The answer I have heard to the inadequacy of Computer Science’s formal models has been the same since I was a teenager: constructing and analyzing more accurate models is too difficult. Highly constrained models that correspond to current technology and ignoring social and environmental factors among others yield usable results that form the basis of a flourishing industry and a professionally rewarding academic field. “What else would you have us do?”
What I have learned through personal experience is that offering more nuanced models of information technology infrastructure which might be more accurate is not supported (and perhaps not understood) in mainstream Computer Science. We certainly will never develop formal tools that are more successful in predicting the characteristics of deployed systems if we do not support research in the area.

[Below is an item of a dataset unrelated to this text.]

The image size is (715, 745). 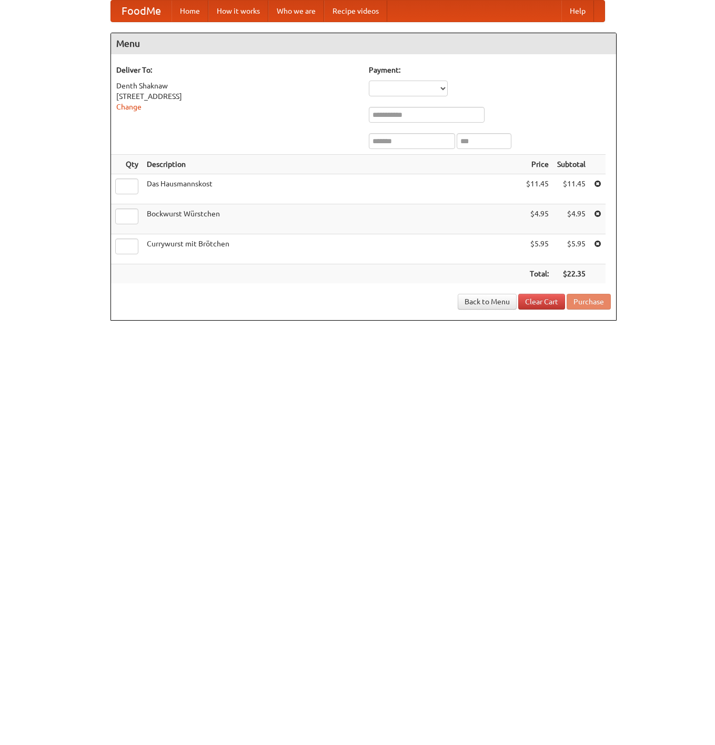 I want to click on th: Total:, so click(x=537, y=274).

While there has been, from time to time, an appetite for new models (for example in the early 2000s era of Next Generation Internet), review panels invariably include someone who is either unwilling or simply unable to think more broadly, their vision being constrained by their own “successes.” If those conservative voices are senior enough, they need not even provide a technical basis in vetoing consideration of heterodox hypotheses, citing only “misgivings.”
I often point my students to the history of scientific and business mistakes as object lessons in the obstacles to clear-eyed analysis. I point to the length of time and the decades-long path between the first observation of the microbiological basis of tuberculosis and the widespread adoption of cures based on that analysis. The professional and business investments made by the mainstream medical establishment in sanitariums. I also teach the history of Charles Ponzi, who originally offered unsustainable rates of return on investments in order to fund an ill-conceived arbitrage scheme based on postage stamp prices. Having an invalid business plan, or no plan to achieve profitability at all, presents dangerous hazards in the case of success, not just failure! And when discussing the current frenzy around large language models, I teach about Clever Hans, the horse who was thought to be capable of solving arithmetic problems, when in fact he was reading the involuntary signals encoded in his handler’s behavior.
The field of Computer Science needs to learn the lesson that a lack of explicitly fraudulent intent is no shield against “getting high on one’s own supply” and building a castle of riches and respectability which turns out to be a house of cards. (In the immortal words of George Costanza, “Jerry, just remember. It’s not a lie if you believe it.”) No serious scientific field can afford to ignore the inadequacies of its fundamental abstracts to predict the behavior of the studied phenomena. If we do not heed this intellectual obligation, applied Computer Science will follow alchemy and astrology into the pantheon of subjects that initially had promise and were a source of fame and fortune, but ultimately could not adequately explain the real world.
Hillis himself moved on from computer architecture in 1995 to pursue a career spanning fields ranging from Disney Imagineering to semantic data storage, cancer research, and weather forecasting, as well as taking on the highly conceptual problem of time measurement on the millennial scale.